Detecting Atomic Shot Noise On Ultra-cold Atom Clouds

Abstract

Precise measurement of physical quantities underpins much of modern science and tech- nology. Examples include length and time (satellite navigation), rotation and acceleration (guidance systems), electromagnetic (magnetic resonance imaging) and gravitational fields (mineral exploration). Currently, precision measurement of many physically and practically interesting quantities - such as the fine structure constant, the local gravitational field or any inertial acceleration - can be accomplished by atom interferometry [1]. Using cold atom interferometers may enable yet more precision, but this precision will be limited by atomic shot noise. Atomic shot noise, which is a fluctuation in the atomic density, arises because atoms are discrete. This fluctuation will affect precision when counting the atoms in a cloud, as is done in atomic interferometry. In this thesis, atomic shot noise was clearly and quantitatively measured in cold rubidium 87 atomic clouds using the absorption imaging technique. This was achieved by minimizing all possible sources of classical noise from the imaging setup, then binning the pixels together to overcome blurring effects. These blurring effects can be due to the velocity distribution of the atoms, the diffraction limit of the optical system, and the photon recoil in the measurement process itself. The tantalising possibility exists of measuring the shot noise on a Bose-Einstein condensate, and thereby gaining information on its quantum statistics. A scheme to produce and measure squeezing (a reduction in variance beyond the shot noise limit) in an atom laser beam will require a detector capable of measuring at the atomic shot noise limit, like the one devel- oped in this thesis. At the moment, applying this technique to measuring the shot noise on a BEC is limited by the size of the condensate and the resolution of the imaging system, but in principle it should be possible, as this thesis demonstrates. A full calibration of the experimental setup is performed.The application of this work to increasing the precision of cold atom interferometry is discussed.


- _TASK GOAL_: Please say how many lines in the entries below hold the string "stroke", with no other words.

- _DATASET ENTRIES_:

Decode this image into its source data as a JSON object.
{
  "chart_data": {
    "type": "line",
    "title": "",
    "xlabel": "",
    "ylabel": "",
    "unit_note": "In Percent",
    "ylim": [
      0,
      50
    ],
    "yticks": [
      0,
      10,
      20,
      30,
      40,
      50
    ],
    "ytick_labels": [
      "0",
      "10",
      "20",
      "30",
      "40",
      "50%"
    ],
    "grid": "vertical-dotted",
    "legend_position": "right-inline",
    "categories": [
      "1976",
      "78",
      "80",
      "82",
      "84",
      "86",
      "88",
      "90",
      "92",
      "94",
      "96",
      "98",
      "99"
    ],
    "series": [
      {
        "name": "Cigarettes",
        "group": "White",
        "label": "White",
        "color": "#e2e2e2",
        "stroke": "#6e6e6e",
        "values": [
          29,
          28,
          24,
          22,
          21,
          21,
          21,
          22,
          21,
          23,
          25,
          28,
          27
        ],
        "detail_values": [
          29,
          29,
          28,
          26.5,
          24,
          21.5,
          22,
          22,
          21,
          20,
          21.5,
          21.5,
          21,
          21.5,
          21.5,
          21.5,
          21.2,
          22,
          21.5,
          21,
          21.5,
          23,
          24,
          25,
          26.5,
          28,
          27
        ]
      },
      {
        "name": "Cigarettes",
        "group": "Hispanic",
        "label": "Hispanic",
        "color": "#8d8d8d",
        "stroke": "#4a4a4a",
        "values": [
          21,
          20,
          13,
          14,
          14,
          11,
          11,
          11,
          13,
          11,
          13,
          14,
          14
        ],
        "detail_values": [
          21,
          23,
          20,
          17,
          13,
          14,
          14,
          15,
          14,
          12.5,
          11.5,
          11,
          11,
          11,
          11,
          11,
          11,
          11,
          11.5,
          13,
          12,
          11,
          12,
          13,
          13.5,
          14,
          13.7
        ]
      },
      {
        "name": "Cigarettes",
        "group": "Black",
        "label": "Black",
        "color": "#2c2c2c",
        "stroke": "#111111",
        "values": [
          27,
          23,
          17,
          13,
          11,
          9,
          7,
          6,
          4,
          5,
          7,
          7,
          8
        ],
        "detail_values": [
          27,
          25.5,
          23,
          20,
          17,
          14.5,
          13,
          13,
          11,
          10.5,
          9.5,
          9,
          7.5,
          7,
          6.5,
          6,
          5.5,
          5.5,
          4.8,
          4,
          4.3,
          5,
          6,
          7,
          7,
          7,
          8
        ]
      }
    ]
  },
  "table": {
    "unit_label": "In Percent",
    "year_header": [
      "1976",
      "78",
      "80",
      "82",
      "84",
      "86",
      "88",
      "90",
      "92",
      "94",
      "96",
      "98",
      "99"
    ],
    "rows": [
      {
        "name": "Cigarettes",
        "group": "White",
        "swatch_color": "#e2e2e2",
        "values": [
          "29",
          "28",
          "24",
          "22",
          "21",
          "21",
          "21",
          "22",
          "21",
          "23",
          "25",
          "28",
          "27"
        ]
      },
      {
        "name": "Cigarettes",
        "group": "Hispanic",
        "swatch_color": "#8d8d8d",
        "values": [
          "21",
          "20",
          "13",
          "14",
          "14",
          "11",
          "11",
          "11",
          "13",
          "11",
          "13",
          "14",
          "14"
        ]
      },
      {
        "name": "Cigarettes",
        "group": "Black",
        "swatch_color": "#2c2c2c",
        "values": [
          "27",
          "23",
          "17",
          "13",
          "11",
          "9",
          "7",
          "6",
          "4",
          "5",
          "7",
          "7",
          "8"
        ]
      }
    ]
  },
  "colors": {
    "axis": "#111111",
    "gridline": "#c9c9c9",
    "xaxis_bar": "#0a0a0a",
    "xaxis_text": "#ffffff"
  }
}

- _ANSWER SPACE_: 3